Although cellular immunity is depressed in VL, humoral immunity remains intact. As a result, high levels of long-lasting antibodies are produced against Leishmania, but these are not protective. Antibody production occurs in both clinical and sub-clinical infections. For about 100 sub-clinical infections, about one clinically overt VL case occurs. Therefore, the urine test in the present form can detect VL among disease suspects (fever >2 weeks and splenomegaly not responding to anti-malarials or antibiotics in endemic areas). Larger studies in different endemic regions in diverse geographic locations are required to test our hypothesis that the test may also be used to detect sub-clinical infections in epidemiological settings.

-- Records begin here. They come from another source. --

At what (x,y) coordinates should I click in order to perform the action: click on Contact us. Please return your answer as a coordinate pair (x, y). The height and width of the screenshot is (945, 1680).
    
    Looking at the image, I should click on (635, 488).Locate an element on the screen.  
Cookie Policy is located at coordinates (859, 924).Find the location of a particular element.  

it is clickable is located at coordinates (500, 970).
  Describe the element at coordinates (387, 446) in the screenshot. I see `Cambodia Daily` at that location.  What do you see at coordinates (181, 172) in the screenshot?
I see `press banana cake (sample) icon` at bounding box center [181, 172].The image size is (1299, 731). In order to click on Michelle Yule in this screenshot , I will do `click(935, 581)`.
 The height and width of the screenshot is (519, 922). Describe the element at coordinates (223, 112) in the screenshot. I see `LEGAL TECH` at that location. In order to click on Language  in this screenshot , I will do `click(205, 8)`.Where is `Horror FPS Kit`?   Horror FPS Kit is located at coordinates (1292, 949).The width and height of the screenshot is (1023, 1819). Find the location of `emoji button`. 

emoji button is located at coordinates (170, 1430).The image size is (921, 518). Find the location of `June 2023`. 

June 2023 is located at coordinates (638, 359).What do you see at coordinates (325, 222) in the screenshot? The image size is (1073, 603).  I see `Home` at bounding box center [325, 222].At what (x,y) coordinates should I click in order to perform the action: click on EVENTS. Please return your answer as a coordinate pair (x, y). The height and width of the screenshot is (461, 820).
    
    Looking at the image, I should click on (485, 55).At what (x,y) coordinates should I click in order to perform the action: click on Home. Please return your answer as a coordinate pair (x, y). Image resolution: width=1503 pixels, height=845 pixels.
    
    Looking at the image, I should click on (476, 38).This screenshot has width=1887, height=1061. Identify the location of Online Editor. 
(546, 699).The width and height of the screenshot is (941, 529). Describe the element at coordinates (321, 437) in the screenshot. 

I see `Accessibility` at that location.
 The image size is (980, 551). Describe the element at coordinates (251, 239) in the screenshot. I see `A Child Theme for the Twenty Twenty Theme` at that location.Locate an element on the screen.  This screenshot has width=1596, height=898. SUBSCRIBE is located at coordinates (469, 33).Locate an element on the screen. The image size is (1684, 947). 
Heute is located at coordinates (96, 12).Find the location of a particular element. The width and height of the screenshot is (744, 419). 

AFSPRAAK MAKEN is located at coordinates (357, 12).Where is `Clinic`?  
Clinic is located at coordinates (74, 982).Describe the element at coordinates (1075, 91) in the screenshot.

After compilation of data, recently, we found that a new HIV/VL coinfected patient showed a positive result with the urine test but a negative result with the blood sample. Thus, the urine test helped us to suspect VL in a HIV patient with pyrexia of unknown origin (PUO) tested to be non-reactive to the rK39 strip test with the blood sample. In the future, a larger number of patients should be evaluated with the present technique described, with special regard toward field applicability, cost-effectiveness and comparison with other available urine testing measures.
In conclusion, the present study has the potentiality of providing a new, yet simple screening tool for VL.
Acknowledgments
The authors are indebted to Syamal Roy Chowdhury, InBios International Inc., Seattle, USA for supplying the rK39 rapid diagnostic kits for Kala Azar (Kalazar Detect TM ). They also acknowledge the encouragement and help by the Director and staff of the School of Tropical Medicine, Kolkata, India. They also are thankful to the Director and faculties of the Department of Medicine, Institution of Post Graduate Medical Education and Research, for the encouragement and support.